Karen "Friends Dolls"

Karen "Friends Dolls"

Country of Origin: Thailand-Burma Border
Fair Trade - Toys

Ni Ler Ah Gay! Good Day! This adorable Burmese doll, with her charming yarn pigtails, rosy cheeks and hand-embroidered dress, is made by Karen refugees living in camps across the Thai border. The Karen are a Burmese ethnic group who have suffered persecution for many years, and have been forced to flee until peace and security returns to their home. For each Karen doll sold, a "friend" is given to a child living in the refugee camps.

11" tall

Each item sold separately. Dress colors vary.

 

 

$24.00
Qty:

Producer

Country of Origin

Thailand-Burma Border

Women's Education for Advancement and Empowerment (WEAVE), formed in 1990, is a community-based organization that empowers women through health education, literacy, income generation, and human rights and leadership training. WEAVE programs address the needs of Karen and Karenni women in the Mae Sot and Mae Sariang refugee camps on the Thai-Burma border who have fled from persecution by the Burmese military regime..

Employment opportunities in refugee camps are scarce, particularly for women. WEAVE's income generation program provides these women with the training to further develop their ... more

Thailand has drawn attention in recent years for its progress in tackling HIV and AIDS and working towards the achievement of the UN Millennium Development Goals (MDGs), reaching three of the goals ten years early. Since 1990, Thailand has halved the number of people living in poverty within its boarders from 27.2 percent in 1990 to 9.8 percent in 2002, raised literacy rates to over 90 percent, improved maternal health, and improved access to clean water and sanitation for many of its citizens.

The country's HIV and AIDS awareness program is lauded by the world. Taking aggressive measures to curb the rising epidemic, the government aired public service announcements on the radio every hour, included AIDS education in every school, and promoted condom use through both free distribution and education. The results were fast and clear-the prevalence rate dropped to 1.4 percent in 2005 from 1.8 percent in 2003 and more than two percent a decade earlier. This is one of the lowest prevalence rates in the developing world, and it serves as a model for other countries trying to achieve the same goal. Focus is now needed on treating and caring for all of those who are infected and in maintaining the low prevalence rate even as government funding for HIV and AIDS programs has dropped off.

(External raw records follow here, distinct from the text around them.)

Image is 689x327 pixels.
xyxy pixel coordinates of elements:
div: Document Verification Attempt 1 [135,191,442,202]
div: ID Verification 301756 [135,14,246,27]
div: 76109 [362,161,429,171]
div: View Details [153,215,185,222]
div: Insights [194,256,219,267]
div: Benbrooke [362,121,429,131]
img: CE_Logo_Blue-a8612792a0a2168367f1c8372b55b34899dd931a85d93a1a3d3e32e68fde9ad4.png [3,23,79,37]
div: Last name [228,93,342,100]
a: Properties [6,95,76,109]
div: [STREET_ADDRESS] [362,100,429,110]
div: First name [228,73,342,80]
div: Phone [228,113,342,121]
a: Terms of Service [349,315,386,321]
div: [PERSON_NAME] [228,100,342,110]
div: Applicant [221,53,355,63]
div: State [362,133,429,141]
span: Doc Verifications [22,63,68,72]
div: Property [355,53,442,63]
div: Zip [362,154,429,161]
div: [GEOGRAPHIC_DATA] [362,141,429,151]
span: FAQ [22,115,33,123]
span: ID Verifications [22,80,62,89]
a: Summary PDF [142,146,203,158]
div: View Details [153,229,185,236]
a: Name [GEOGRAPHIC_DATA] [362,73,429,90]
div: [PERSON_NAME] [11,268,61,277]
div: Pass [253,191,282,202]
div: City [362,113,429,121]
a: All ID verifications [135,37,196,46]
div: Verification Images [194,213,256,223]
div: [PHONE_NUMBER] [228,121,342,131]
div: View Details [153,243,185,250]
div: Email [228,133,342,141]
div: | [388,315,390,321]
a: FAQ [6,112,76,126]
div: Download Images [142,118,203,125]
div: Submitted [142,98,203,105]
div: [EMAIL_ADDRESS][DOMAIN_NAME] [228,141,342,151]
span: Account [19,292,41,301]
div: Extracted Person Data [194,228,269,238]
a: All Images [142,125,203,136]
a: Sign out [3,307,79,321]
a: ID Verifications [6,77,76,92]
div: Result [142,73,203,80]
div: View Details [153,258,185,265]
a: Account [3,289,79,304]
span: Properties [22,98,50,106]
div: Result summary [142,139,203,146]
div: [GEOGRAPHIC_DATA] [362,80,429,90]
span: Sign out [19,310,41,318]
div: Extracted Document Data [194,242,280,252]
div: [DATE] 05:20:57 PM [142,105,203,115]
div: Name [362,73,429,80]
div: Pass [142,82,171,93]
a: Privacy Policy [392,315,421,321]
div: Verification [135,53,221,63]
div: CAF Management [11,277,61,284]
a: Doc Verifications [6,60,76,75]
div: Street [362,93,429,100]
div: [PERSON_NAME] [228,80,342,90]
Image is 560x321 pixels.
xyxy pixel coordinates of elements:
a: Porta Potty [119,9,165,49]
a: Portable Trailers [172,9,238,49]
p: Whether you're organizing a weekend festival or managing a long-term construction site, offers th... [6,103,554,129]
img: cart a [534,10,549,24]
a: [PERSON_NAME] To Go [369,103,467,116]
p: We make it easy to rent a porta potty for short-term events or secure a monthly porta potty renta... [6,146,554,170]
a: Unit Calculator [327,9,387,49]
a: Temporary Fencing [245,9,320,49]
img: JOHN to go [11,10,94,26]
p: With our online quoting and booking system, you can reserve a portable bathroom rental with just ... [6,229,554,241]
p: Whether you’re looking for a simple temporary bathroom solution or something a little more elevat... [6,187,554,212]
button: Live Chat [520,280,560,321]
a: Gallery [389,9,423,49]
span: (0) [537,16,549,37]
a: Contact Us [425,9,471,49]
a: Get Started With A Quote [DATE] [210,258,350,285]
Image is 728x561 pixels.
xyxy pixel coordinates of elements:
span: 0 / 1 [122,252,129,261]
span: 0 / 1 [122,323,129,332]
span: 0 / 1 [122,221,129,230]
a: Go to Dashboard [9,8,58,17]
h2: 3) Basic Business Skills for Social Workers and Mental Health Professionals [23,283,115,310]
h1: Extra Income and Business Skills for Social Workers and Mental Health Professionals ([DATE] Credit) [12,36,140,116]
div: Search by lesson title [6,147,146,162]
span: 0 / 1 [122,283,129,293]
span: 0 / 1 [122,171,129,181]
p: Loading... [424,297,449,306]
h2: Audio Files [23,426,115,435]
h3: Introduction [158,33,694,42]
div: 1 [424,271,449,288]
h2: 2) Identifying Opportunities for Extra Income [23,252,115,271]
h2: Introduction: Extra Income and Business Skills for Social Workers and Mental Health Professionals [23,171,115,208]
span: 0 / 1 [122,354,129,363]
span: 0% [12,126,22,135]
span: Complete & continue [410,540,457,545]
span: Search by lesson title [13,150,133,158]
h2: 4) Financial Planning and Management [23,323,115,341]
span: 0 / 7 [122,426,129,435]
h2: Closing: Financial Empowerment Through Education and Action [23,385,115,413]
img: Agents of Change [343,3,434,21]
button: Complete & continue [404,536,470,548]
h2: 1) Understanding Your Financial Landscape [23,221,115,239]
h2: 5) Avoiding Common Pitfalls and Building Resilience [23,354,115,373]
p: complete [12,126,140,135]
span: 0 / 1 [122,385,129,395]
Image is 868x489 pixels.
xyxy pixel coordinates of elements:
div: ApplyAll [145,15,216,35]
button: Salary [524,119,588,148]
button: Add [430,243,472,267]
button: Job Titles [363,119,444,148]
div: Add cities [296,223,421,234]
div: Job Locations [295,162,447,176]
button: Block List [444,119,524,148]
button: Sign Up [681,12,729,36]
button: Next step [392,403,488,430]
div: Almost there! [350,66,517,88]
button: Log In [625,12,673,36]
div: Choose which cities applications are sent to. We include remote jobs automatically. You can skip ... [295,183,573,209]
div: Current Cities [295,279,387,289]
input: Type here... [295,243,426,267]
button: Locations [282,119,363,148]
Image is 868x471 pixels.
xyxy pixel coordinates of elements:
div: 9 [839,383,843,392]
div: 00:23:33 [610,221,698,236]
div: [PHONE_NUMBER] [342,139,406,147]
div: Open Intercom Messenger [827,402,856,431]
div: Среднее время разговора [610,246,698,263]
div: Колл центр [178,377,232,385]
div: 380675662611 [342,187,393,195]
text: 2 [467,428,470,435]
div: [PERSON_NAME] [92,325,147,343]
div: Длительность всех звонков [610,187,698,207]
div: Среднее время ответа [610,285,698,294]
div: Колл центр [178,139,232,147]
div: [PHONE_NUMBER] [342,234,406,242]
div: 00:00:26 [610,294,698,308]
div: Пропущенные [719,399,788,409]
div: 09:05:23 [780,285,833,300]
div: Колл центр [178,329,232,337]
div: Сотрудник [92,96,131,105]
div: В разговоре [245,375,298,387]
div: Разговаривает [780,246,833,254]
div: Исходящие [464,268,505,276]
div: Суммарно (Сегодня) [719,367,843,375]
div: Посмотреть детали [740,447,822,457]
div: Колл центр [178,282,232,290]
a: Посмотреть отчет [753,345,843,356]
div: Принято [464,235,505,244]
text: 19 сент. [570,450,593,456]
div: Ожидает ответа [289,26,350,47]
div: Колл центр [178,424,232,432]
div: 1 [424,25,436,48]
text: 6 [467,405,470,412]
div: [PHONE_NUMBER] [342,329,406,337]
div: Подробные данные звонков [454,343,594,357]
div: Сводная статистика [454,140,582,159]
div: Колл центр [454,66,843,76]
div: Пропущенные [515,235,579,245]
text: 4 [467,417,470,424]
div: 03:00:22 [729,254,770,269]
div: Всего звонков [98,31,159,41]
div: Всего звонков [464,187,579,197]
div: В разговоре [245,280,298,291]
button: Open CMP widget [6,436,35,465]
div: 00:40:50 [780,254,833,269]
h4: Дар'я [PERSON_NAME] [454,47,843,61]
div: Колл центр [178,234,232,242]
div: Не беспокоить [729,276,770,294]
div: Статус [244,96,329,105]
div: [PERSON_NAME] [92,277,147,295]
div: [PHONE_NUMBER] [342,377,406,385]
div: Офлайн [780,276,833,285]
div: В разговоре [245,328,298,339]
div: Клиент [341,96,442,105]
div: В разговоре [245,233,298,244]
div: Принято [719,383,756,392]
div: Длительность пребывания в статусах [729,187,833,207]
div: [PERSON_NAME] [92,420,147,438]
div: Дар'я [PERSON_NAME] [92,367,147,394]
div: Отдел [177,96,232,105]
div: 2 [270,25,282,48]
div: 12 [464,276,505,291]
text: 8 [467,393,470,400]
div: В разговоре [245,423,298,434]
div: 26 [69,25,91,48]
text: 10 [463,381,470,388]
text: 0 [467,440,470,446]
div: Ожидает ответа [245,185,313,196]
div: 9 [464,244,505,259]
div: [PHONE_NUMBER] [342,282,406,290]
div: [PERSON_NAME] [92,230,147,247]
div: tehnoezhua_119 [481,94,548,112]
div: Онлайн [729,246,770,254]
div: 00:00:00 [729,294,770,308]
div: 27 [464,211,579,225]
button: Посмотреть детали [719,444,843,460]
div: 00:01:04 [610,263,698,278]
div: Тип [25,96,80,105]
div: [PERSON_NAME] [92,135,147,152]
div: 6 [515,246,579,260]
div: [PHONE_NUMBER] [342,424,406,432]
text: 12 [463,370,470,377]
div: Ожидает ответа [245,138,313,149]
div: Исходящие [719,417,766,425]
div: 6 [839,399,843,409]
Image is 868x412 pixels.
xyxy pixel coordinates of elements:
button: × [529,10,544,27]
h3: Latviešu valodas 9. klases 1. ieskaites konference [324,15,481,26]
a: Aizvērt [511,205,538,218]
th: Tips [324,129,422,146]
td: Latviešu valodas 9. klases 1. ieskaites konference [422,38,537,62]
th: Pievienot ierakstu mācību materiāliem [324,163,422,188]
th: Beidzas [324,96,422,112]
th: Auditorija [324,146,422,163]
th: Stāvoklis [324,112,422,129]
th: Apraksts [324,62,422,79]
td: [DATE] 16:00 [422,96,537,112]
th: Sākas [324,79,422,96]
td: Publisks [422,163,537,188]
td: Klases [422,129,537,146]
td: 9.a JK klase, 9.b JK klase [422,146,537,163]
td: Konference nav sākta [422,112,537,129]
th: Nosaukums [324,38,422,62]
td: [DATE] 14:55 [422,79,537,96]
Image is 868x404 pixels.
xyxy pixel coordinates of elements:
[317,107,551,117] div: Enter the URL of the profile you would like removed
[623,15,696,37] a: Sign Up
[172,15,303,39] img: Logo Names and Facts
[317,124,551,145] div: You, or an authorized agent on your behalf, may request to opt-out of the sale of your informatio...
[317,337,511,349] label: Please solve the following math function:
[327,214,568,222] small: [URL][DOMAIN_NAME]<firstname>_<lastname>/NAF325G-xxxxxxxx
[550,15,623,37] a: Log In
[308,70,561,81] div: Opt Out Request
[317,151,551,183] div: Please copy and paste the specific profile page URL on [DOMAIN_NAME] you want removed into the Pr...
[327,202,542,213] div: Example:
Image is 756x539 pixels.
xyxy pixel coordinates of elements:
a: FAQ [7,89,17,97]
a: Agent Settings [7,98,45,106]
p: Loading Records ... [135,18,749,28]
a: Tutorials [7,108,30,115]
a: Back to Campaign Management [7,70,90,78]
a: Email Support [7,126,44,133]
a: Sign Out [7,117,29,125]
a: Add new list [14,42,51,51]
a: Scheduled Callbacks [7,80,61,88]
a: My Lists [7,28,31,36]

One population, however, that has not seen the same benefits from progress, is the large number of Burmese refugees living in camps along the Thai-Burma border. Thailand took in over 277,000 refugees and asylum seekers at the end of 2001, almost all of which were from Burma. Another two or three million Burmese are estimated to live in Thailand as "illegal" or "economic" migrants.

Burma is controlled by an oppressive military regime that carries out human rights abuses and attacks on Burmese ethnic groups, including the Karen, Karenni, and Katchin people, many of whom have fled across the boarder into Thailand for safety. Thailand, however, has not yet signed the UN Refugee Convention, and so while refugees can often enter the country, those running from human rights abuses are not provided the same protections as those fleeing from fighting in their home countries. The Thai government does not allow refugees to leave the camps to obtain education or jobs, threatening to arrest and send them back to Burma if they do. This means that people who have lived in refugee camps for more than 20 years have no way to educate their children or make money to support their families.